But night brought back something of the sweet grief of the morning. Her father held her for an hour after supper, seated in a big chair by the sitting-room hearth. Her cheek against his breast, she longed to talk to him of her mother—of the plan that had occurred to her that morning; yet she dared not. He was not like Uncle Bob, plump and smiling and full of invitations to confidences: he was so quiet, and thoughtful, so sombre-eyed, even mysterious. She felt his mysteriousness most when she looked at his tight-closed lips, his set jaws. And she asked herself, Was he grieving as she was grieving, and was it about Mother?

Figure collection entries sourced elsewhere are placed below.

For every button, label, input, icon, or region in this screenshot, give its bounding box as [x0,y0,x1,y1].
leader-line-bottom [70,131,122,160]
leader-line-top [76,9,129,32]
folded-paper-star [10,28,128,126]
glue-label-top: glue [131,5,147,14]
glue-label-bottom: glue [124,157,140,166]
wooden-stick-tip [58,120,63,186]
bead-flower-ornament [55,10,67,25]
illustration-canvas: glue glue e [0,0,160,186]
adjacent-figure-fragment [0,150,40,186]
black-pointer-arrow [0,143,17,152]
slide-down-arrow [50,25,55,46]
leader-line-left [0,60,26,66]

She sat up in bed that night and read “St. Elmo”, thrilling over the portions that were full of expressions of love. For her heart was hungry for affection. When had she lacked protestations of it, with Mother near? And Sally had never failed to tell her that she was dear. Her father was not demonstrative—never had been. And now all these others! With the single exception of Uncle Bob did they ever say kind and tender things?

When her light was out, she lay thinking of “St. Elmo” and of moving-pictures in which children, or young and beautiful heroines, had been held dear beyond words. She repeated lines from the screen that seemed very sweet to her—one in particular: “Across the world he went, seeking her.

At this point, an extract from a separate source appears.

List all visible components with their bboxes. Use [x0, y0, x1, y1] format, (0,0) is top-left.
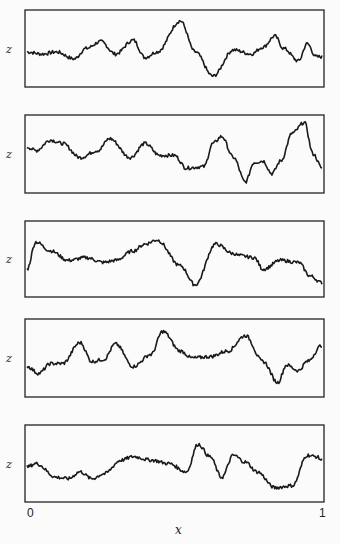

She felt her life a failure—her fate unspeakably sad. She wept, her head in her arms. All sorts of pictures flashed themselves upon her brain. And she repeated certain Biblical lines and passages that she had heard of late, both at home and at Miss Simpson’s. Somehow just to say them over exalted her strangely. One was, “Whither thou goest I will go”; another, “He that watcheth over Israel neither slumbers nor sleeps.”

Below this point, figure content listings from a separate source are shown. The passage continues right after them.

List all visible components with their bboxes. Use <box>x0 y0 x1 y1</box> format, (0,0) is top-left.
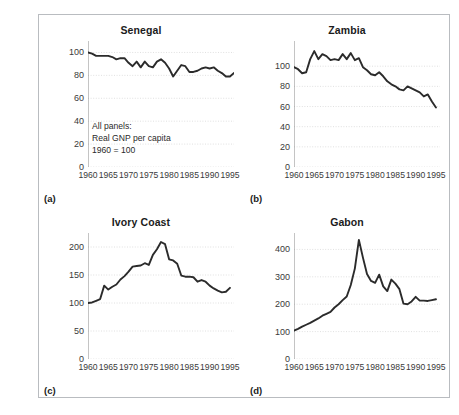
x-tick-label: 1960 <box>78 362 97 372</box>
panel-title-senegal: Senegal <box>38 24 244 36</box>
x-axis-labels-senegal: 19601965197019751980198519901995 <box>88 170 234 184</box>
panel-title-gabon: Gabon <box>244 216 450 228</box>
y-tick-label: 200 <box>58 242 84 252</box>
x-tick-label: 1995 <box>220 362 239 372</box>
y-tick-label: 100 <box>264 327 290 337</box>
x-tick-label: 1975 <box>139 170 158 180</box>
x-tick-label: 1985 <box>180 170 199 180</box>
y-axis-labels-zambia: 020406080100 <box>260 41 290 167</box>
x-tick-label: 1965 <box>305 170 324 180</box>
data-series-line <box>294 51 436 107</box>
panel-tag-a: (a) <box>44 193 56 204</box>
panel-ivory-coast: Ivory Coast 050100150200 196019651970197… <box>38 206 244 398</box>
y-tick-label: 60 <box>264 102 290 112</box>
x-tick-label: 1980 <box>366 170 385 180</box>
x-tick-label: 1975 <box>345 362 364 372</box>
x-tick-label: 1985 <box>180 362 199 372</box>
y-tick-label: 60 <box>58 93 84 103</box>
x-tick-label: 1960 <box>78 170 97 180</box>
panel-gabon: Gabon 0100200300400 19601965197019751980… <box>244 206 450 398</box>
x-tick-label: 1990 <box>200 362 219 372</box>
x-tick-label: 1980 <box>160 170 179 180</box>
y-tick-label: 400 <box>264 244 290 254</box>
x-tick-label: 1975 <box>139 362 158 372</box>
x-tick-label: 1960 <box>284 362 303 372</box>
x-tick-label: 1970 <box>325 170 344 180</box>
x-axis-labels-ivory-coast: 19601965197019751980198519901995 <box>88 362 234 376</box>
x-axis-labels-gabon: 19601965197019751980198519901995 <box>294 362 440 376</box>
x-tick-label: 1970 <box>119 170 138 180</box>
plot-area-ivory-coast <box>88 233 234 359</box>
y-tick-label: 40 <box>58 116 84 126</box>
x-tick-label: 1995 <box>220 170 239 180</box>
x-tick-label: 1965 <box>305 362 324 372</box>
y-tick-label: 20 <box>58 139 84 149</box>
x-tick-label: 1990 <box>406 362 425 372</box>
x-tick-label: 1995 <box>426 170 445 180</box>
x-tick-label: 1960 <box>284 170 303 180</box>
x-tick-label: 1980 <box>160 362 179 372</box>
x-tick-label: 1965 <box>99 362 118 372</box>
data-series-line <box>294 240 436 331</box>
x-tick-label: 1990 <box>200 170 219 180</box>
y-tick-label: 50 <box>58 326 84 336</box>
plot-area-gabon <box>294 233 440 359</box>
panel-zambia: Zambia 020406080100 19601965197019751980… <box>244 14 450 206</box>
panel-senegal: Senegal 020406080100 1960196519701975198… <box>38 14 244 206</box>
panel-annotation: All panels: Real GNP per capita 1960 = 1… <box>92 120 171 157</box>
x-tick-label: 1965 <box>99 170 118 180</box>
panel-title-ivory-coast: Ivory Coast <box>38 216 244 228</box>
data-series-line <box>88 52 234 76</box>
panel-title-zambia: Zambia <box>244 24 450 36</box>
x-tick-label: 1980 <box>366 362 385 372</box>
y-tick-label: 300 <box>264 272 290 282</box>
x-axis-labels-zambia: 19601965197019751980198519901995 <box>294 170 440 184</box>
figure-container: Senegal 020406080100 1960196519701975198… <box>0 0 459 415</box>
plot-area-zambia <box>294 41 440 167</box>
x-tick-label: 1970 <box>325 362 344 372</box>
panel-tag-c: (c) <box>44 385 56 396</box>
y-tick-label: 100 <box>58 47 84 57</box>
x-tick-label: 1995 <box>426 362 445 372</box>
x-tick-label: 1975 <box>345 170 364 180</box>
y-tick-label: 150 <box>58 270 84 280</box>
y-axis-labels-ivory-coast: 050100150200 <box>54 233 84 359</box>
x-tick-label: 1990 <box>406 170 425 180</box>
x-tick-label: 1985 <box>386 362 405 372</box>
y-tick-label: 20 <box>264 142 290 152</box>
y-tick-label: 80 <box>58 70 84 80</box>
panel-tag-b: (b) <box>250 193 262 204</box>
y-axis-labels-senegal: 020406080100 <box>54 41 84 167</box>
y-tick-label: 40 <box>264 122 290 132</box>
x-tick-label: 1970 <box>119 362 138 372</box>
y-tick-label: 100 <box>58 298 84 308</box>
x-tick-label: 1985 <box>386 170 405 180</box>
y-axis-labels-gabon: 0100200300400 <box>260 233 290 359</box>
y-tick-label: 100 <box>264 61 290 71</box>
y-tick-label: 200 <box>264 299 290 309</box>
panel-tag-d: (d) <box>250 385 262 396</box>
y-tick-label: 80 <box>264 81 290 91</box>
data-series-line <box>88 242 230 303</box>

She slept at last, the tears on her cheeks. The pipe-organ had done it all—that and the slowly advancing vested choir. It had even made her forget, temporarily, her childish fear of the dark. For that particular Sunday night was the first night that she had ever gone to sleep without looking under the bed and into the clothes-closet.

The next morning, waking late, she wanted to stay where she was, with the shades drawn, and read “St. Elmo”, and think of sad things, and say beautiful lines, and enjoy more hours of sweet unhappiness. But voices called to her from below—Sophie’s, her father’s, Uncle Bob’s. She kissed her mother’s picture over and over while putting on her shoes and her dress, and combing her hair. When she went down to breakfast she was curiously unable to eat.

Doubtless one of the household’s grown-ups, or, perhaps, all of them, saw that something was wrong, for that morning, promptly on the stroke of nine, Phœbe had her first lesson at home. It was Uncle John who acted as tutor. He had her read to him, choosing “The Vicar of Wakefield”. As she went along, haltingly, he asked her the meaning of words, and had her shut the book on her forefinger while she spelled them. He gave her several sums to do, also, using the arithmetic that Genevieve Finnegan had brought home from Miss Simpson’s; and they spent an hour over the globe, revolving it, and hunting countries and oceans and mountain-chains. Phœbe knew far more about the world, and what it looked like, here and there, and its peoples, and animals, than she dared to admit to Uncle John. She knew because she had seen so many “travel pictures”.

That afternoon she spent in the vegetable garden with Sophie. The garden was at a far corner of the Blair grounds, well away from any house. And Phœbe saw that here was an opportunity to ask Sophie a few questions—the questions she shrank from asking anyone else.

“I know why Miss Simpson didn’t want me at school any more,” she said, by way of a beginning.

Sophie was pulling radishes. “Do y’?” she inquired. “Wasn’t it—er—because your father wasn’t payin’ her enough money?”